The Minnesota Timberwolves rallied from 13 points down in overtime to edge the Houston Rockets 110-108 on Wednesday night in Minneapolis, marking the largest overtime comeback since the NBA began tracking play-by-play data in 1997-98.
The decisive surge was a 15-0 run that started after Houston center Alperen Sengun dunked for a 108-95 lead less than two minutes into the extra period. Despite being without five of their top seven players at that point, Minnesota scored on its next six possessions and held Houston scoreless for the final 2:45.
Who stepped up
• Julius Randle scored 24 points—all after halftime—and hit the go-ahead pull-up jumper with 8.8 seconds left.
• Donte DiVincenzo tied the game with a three-pointer 33 seconds earlier.
• Mike Conley, starting in place of injured All-Star Anthony Edwards, opened the late push with a corner three.
Missing pieces
Minnesota was already without Edwards (knee) and Ayo Dosunmu (calf) before Jaden McDaniels limped off late in regulation, Rudy Gobert fouled out, and Naz Reid was ejected early in overtime for arguing an offensive-foul call.
Key numbers
• Timberwolves record: 45-28, half-game behind Denver for fourth in the Western Conference.

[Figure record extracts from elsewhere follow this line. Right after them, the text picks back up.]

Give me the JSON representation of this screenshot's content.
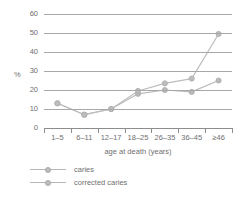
{
  "chart_data": {
    "type": "line",
    "title": "",
    "xlabel": "age at death (years)",
    "ylabel": "%",
    "categories": [
      "1–5",
      "6–11",
      "12–17",
      "18–25",
      "26–35",
      "36–45",
      "≥46"
    ],
    "ylim": [
      0,
      60
    ],
    "yticks": [
      0,
      10,
      20,
      30,
      40,
      50,
      60
    ],
    "ytick_labels": [
      "0",
      "10",
      "20",
      "30",
      "40",
      "50",
      "60"
    ],
    "grid": true,
    "legend_position": "below",
    "series": [
      {
        "name": "caries",
        "color": "#b9b9b9",
        "values": [
          13,
          7,
          10,
          18,
          20,
          19,
          25
        ]
      },
      {
        "name": "corrected caries",
        "color": "#bdbdbd",
        "values": [
          13,
          7,
          10,
          19.5,
          23.5,
          26,
          49.5
        ]
      }
    ]
  },
  "legend": {
    "items": [
      {
        "label": "caries"
      },
      {
        "label": "corrected caries"
      }
    ]
  },
  "colors": {
    "gridline": "#a8a8a8",
    "axis": "#8d8d8d",
    "text": "#6f6f6f",
    "series": "#bdbdbd",
    "background": "#ffffff"
  }
}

• Rockets record: 43-29, now 1½ games back of Minnesota; season series tied 1-1 with a rubber match set for April 10 in Houston.
• Free throws: Houston hit its first 23 attempts before Kevin Durant missed two with 3.3 seconds remaining.
How it unfolded
Minnesota led by 11 with 3:30 left in regulation but was forced into overtime after a 26-2 Houston burst that bridged the fourth quarter and the opening moments of OT. Once down 108-95, the Timberwolves answered with relentless defense—forcing an eight-second violation and limiting the Rockets to 0-for-6 shooting the rest of the way—while Conley, Randle, DiVincenzo and Kyle Anderson supplied the points.
“They fought through a ton of adversity,” coach Chris Finch said postgame. “We deserved to win that game, and when it got away, we stole it right back.”